The National Negro Congress did not adopt a Communist program. But we Communists stand one hundred per cent behind it in its effort to unite the Negro people upon a common program and with a common tactic, to fight for the advancement of the Negro people, against all forms of discrimination, against fascism and war, for equal rights, and on issues which are in the interests of all the toiling masses of the country in advancing the general fight against capital.

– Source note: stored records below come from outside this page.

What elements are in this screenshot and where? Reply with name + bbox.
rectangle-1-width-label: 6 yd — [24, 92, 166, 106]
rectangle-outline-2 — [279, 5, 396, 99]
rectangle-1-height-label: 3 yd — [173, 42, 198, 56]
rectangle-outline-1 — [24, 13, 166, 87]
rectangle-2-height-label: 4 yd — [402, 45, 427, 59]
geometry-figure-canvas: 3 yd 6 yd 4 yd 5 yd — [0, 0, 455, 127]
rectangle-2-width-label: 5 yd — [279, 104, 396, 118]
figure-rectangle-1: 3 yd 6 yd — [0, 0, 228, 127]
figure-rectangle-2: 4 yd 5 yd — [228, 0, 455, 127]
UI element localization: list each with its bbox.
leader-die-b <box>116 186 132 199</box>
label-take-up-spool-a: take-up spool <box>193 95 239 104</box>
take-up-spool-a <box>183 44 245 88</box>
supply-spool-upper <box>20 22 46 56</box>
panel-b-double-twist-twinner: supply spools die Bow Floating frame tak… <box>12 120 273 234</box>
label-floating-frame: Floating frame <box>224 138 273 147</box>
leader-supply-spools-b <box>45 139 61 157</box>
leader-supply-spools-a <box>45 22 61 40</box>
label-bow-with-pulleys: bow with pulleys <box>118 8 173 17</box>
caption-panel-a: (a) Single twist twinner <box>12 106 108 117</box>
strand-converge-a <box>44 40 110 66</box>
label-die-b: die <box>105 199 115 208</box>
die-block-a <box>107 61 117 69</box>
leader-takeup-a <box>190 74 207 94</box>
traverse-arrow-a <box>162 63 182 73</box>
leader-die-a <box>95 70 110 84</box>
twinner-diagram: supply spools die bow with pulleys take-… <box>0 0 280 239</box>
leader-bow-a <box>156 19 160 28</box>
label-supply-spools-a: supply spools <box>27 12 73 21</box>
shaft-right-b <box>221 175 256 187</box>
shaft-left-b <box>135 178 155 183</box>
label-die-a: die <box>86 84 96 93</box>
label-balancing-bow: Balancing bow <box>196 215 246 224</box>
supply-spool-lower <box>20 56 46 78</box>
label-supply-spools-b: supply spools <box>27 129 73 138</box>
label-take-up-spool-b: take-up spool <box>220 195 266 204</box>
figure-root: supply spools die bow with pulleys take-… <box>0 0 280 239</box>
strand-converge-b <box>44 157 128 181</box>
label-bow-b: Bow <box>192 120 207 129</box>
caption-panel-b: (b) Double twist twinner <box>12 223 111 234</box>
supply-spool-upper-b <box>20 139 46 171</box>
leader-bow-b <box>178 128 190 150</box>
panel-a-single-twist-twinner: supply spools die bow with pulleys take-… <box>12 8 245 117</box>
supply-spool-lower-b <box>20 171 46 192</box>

Today the tactic of the united front is bringing together large masses of Negroes; yet the consolidation of the organized united front among the Negro people is still weak. The responsibility for this must be lodged with those who stand in the way of unity. And as for those people who are so simon-pure in their proletarian outlook that they cannot or do not care to concern themselves with the problems of the miserable life of the Negro people, let them remember the picture of an entire Negro people, so poignantly depicted by the Negro poet, Paul Lawrence Dunbar:
“A crust of bread and a corner to sleep in,
A minute to smile and an hour to weep in,
A pint of joy to a peck of trouble,
And never a laugh but the moans come double
And that is life.”
There are a number of journals with this name in the history of the movement. This ‘Communist’ was the main theoretical journal of the Communist Party from 1927 until 1944. Its origins lie with the folding of The Liberator, Soviet Russia Pictorial, and Labor Herald together into Workers Monthly as the new unified Communist Party’s official cultural and discussion magazine in November, 1924. Workers Monthly became The Communist in March, 1927 and was also published monthly. The Communist contains the most thorough archive of the Communist Party’s positions and thinking during its run. The New Masses became the main cultural vehicle for the CP and the Communist, though it began with with more vibrancy and discussion, became increasingly an organ of Comintern and CP program. Over its run the tagline went from “A Theoretical Magazine for the Discussion of Revolutionary Problems” to “A Magazine of the Theory and Practice of Marxism-Leninism” to “A Marxist Magazine Devoted to Advancement of Democratic Thought and Action.” The aesthetic of the journal also changed dramatically over its years. Editors included Earl Browder, Alex Bittelman, Max Bedacht, and Bertram D. Wolfe.